Sunday, February 3, 2019



Pitch Darkby Renata Adler

I enter a small town:  and, as I round a curve, on the cobbled road, I hear and slightly fee a sort of crack, or smack, on my side of the car.  I think I’ve grazed a truck, a very large truck, parked half on the sidewall, have in the road, along the curve.

This is Adler’s second and final novel, and it bears a strong resemblance to her first – Speedboat.  Both are structured around short, elliptical passages of action, description, narration and dialogues and these snippets slowly build a larger narrative.  In this case, it is the story of Kate Ennis.  I would not know that name if it were not mentioned in the blurb on the back of the book, and while that little summary says the book is about her separation from her married lover of eight years, there is little told of that separation, though it is clearly established through a repeating refrain of phone calls in which the lover complains that she has left and the narrator denies it.

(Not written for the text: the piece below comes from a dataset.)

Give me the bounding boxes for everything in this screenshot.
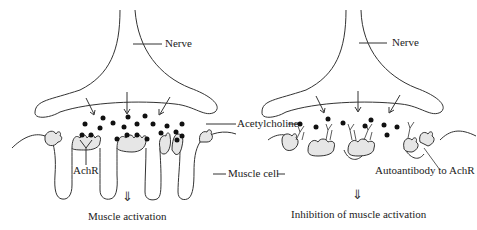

However, we know she has left because most of the narrative involves her travels and interactions with people who seem to be helping her (usually unknowingly) get over the loss of this relationship.  The entire middle section of this short novel is given over to the story alluded to above. Kate goes for a vacation to Ireland and while driving to her friend’s mansion west of Dublin, gets into a fender bender with a parked truck.  The accident is recalled several times invivid detail as is her subsequent negotiations over reporting to insurance companies between her, the truck owner and the local constable.

Kate is convinced she is being cheated and drives off, late abandoning her dented, rented car in a small town in the middle of the night.  The rest of her stay in Ireland is one long paranoid episode of her trying to leave the country without alarming her guests or letting the police know that she is the criminal who left the scene of an accident and abandoned a rental car.  The paranoia and level of obsession with her getting caught seems out of all proportion to the alleged crime and it is immediately clear that her fear of being followed and her indecision about where to go have more to do with her breakup than with what she refers to later, repeatedly, as “the Irish thing.”

Like Speedboat, the mastery of structure maintained my interest as the shifting perspective and timeframes kept up a tension that was not native to the story being told.  Where Speedboat built to an emotional finish that made the very intellectual effort of putting the various incidents together pay off, Pitch Darkfails to ever build much emotional resonance.  Her relationship with the married man has devolved into odd, inconsequential phone calls and Adler ends with her narrator explaining the relationship between court cases and narrative in dry, technical terms.  While this reinforces the connection between “the Irish thing” and the breakup, it dampens any involvement the reader may have in that connection.  

However, the book did supply me with two interesting quotes about writing that are worth thinking about:

You are very busy.  I am very busy.  ….  So there is the pressure now, on every sentence, not just to say what it has to say, but to justify its claim upon our time.                           

… the reality I inhabit is already slant.

These two seem to reinforce a kind of anti-writing quality about Adler’s writing – as if the novel cannot capture reality and may not, therefore be worth the effort.  We hurtle along through the pitch dark on unknown roads and our later reflections on where we have been cannot live up to the reality of that run through the darkness.